Business

AVIXA POV: Education At An Intersection

AVIXA POV explores education technologies

After the pandemic, which AV technologies will live on in the education sector? AVIXA weighs in.

In the era of the novel coronavirus (COVID-19), the intersection of “necessary,” “group” and “in person” is a brutal place to be. Thankfully for our society, few activities check all three boxes. In AV, there’s actually just one vertical market that does—namely, education.

The confluence of those three characteristics has made education one of the most complex and innovative spaces since the pandemic began. When it comes to reducing the grouped nature of education (i.e., spreading out students) and elevating the remote-learning experience, AV has been a primary tool. Many AV professionals have led the way in establishing superior video connectivity for teachers, virtual interactivity for students and expanded hybrid capabilities for classrooms.

Now, as vaccines usher the world past COVID-19 restrictions, we turn our attention to the future of the space. We remain confident in in-person education’s enduring value, but, looking at the biggest successes of the last year, we see potential for some of those successes to find space in the post-pandemic classroom.

So, where do we stand now? In the US, a federal survey showed that about half of schools serving fourth or eighth graders were open for full-time, in-person education. (The data was collected primarily in late January and released in late March.) Despite the large percentage of schools with the full-time, in-person option, the majority of students were still home at least part time (to be specific, 60 percent of fourth graders and 68 percent of eighth graders). With vaccines proliferating and case counts declining, the percentage of in-person schools and students, respectively, have undoubtedly increased since that data was collected. Even so, AVIXA’s latest data shows the pandemic’s continued effects.

Noting how significantly the pandemic has affected business tendencies throughout the economy, AVIXA decided that this year is the right time to refresh our Market Opportunities Analysis Report (MOAR) series, which surveys end users to help us understand their AV-spending plans. The new survey offers numerous insights into how educators are addressing current conditions, as well as their intentions for the near future.

One major finding from this AVIXA series is that education end users are most likely to report big increases in their spending on the conferencing-and-collaboration solution area. That might seem obvious at first, but remember this: That means the conferencing-and-collaboration solution area is ahead of the learning solution area. In the education vertical! Clearly, remote connectivity has plenty of life left in education.

A look at the benefits that education end users ascribe to AV illuminates why conferencing and collaboration are the locus of so much planned additional spending. The reported top benefit from AV centers on customer satisfaction…helping learners appreciate their experience. Not far behind, however, are two internal benefits: increased operating efficiency and increased employee satisfaction. These behind-the-scenes aspects are where we expect those extra conferencing-and-collaboration investments to focus.

Why do we tie conferencing and collaboration to staff interaction more than to actual teaching? Well, prior research gives us reason to be skeptical about the longterm persistence of remote learning. In AVIXA’s 2020 second-quarter Macroeconomic Trend Analysis (META) report, we found clear evidence that the in-person learning
experience is highly unlikely to relinquish its primacy over virtual learning.

Some of the strongest evidence for in-person learning’s persistence can be found in the example of the Massive Open Online Courses (MOOCs) created by organizations like Harvard, the Massachusetts Institute of Technology (MIT) and Coursera. The idea behind MOOCs is that the internet can connect the masses to the best work of the best professors. MOOCs leveraged a competitive process to develop the most compelling coursework possible. For a few years there, the growth was exponential; then it tailed off. Despite the caliber of the teaching—as an alum of one course, I can personally attest to that quality—the programs didn’t take off. They simply lack something that in-person education has.

That said, the world of education has learned a great deal in the last year. Although students will be back in classes soon enough—indeed, some already are—some of the remote era’s successes will certainly carry over. The question is which changes will linger. Partially remote classes for graduate students who are also working? A guaranteed remote option for students who miss class due to sickness? AV in classes to boost experiential learning?

The answers to those questions will lie in the partnerships between education end users and their AV partners. Providers that can offer user-friendly, affordable ways to bring the best of remote learning and hybrid learning to the in-person environment stand to gain a great deal in the coming months. Thanks to its nature as a necessary service that is traditionally both an inperson endeavor and a group activity, education has had as tough of a time with the pandemic as any vertical market has. The last year has seen a great deal of innovation and transformation, with big help from AV. Now, education is transitioning back to its in-person status quo. But that status quo won’t exactly match “the before times.”

The race is on for AV providers to synthesize the last year’s biggest successes with the in-person learning experience. Those who do so will create post-pandemic learning environments that are better than anything that came before.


What the exercise asks |
Return a copy of each line in the listing that includes the word "page".
[Extracted entries]
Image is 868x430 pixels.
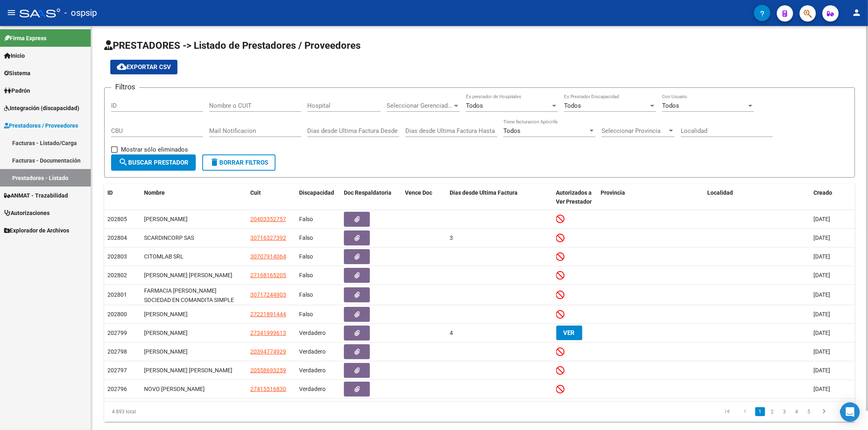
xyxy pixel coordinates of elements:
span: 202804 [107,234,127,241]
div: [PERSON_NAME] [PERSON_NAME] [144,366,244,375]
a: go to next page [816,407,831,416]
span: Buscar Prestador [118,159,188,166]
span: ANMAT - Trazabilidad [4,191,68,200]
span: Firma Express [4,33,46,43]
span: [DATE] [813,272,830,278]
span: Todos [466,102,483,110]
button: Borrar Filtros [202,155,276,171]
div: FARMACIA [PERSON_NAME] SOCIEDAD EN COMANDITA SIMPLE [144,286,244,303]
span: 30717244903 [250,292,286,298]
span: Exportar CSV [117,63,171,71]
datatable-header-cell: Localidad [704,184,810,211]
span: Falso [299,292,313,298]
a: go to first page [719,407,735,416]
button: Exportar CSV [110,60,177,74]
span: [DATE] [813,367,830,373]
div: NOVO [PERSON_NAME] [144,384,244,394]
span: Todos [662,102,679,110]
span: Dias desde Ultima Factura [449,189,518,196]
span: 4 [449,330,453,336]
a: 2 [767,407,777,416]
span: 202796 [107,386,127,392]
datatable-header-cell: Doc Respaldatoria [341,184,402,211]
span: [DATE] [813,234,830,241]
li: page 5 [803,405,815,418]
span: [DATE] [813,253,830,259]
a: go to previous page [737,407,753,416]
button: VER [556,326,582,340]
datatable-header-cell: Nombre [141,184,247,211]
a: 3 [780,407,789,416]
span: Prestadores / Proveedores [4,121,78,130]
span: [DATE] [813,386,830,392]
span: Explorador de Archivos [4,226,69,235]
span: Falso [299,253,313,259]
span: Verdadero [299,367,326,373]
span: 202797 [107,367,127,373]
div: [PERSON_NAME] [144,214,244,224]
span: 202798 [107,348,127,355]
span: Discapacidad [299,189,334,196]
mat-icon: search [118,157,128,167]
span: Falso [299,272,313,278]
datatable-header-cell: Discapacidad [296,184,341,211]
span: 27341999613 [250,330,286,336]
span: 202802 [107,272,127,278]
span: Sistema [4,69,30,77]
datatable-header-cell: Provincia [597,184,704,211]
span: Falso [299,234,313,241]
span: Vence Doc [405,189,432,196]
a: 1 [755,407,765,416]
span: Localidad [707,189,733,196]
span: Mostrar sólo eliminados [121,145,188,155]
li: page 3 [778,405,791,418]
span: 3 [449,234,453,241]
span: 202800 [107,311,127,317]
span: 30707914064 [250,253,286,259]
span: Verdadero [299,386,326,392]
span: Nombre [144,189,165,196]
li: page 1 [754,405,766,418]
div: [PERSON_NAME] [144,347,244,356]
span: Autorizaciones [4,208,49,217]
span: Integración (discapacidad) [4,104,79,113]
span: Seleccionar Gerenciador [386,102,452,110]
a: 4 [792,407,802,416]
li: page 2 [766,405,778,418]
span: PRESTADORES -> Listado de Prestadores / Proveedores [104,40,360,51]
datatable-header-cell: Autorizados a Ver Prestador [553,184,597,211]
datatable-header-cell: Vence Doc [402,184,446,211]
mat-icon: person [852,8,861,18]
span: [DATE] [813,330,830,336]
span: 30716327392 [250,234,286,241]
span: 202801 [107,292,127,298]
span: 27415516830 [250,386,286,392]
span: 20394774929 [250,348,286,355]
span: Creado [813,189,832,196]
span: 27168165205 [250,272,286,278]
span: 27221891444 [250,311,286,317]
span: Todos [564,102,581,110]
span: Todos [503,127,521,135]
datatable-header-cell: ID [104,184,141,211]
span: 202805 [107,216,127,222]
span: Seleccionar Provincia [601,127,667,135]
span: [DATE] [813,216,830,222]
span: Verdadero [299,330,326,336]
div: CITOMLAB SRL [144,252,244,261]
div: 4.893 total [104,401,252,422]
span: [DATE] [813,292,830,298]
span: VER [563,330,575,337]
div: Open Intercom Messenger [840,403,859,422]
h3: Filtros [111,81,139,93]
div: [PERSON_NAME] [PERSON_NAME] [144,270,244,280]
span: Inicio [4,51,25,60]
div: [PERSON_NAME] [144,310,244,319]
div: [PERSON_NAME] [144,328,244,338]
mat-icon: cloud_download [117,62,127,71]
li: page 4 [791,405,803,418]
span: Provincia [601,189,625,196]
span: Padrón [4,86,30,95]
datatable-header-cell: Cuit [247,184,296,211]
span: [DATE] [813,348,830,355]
[/Extracted entries]
Response to the exercise |
a: go to next page [816,407,831,416]
a: go to first page [719,407,735,416]
li: page 5 [803,405,815,418]
a: go to previous page [737,407,753,416]
li: page 3 [778,405,791,418]
li: page 1 [754,405,766,418]
li: page 2 [766,405,778,418]
li: page 4 [791,405,803,418]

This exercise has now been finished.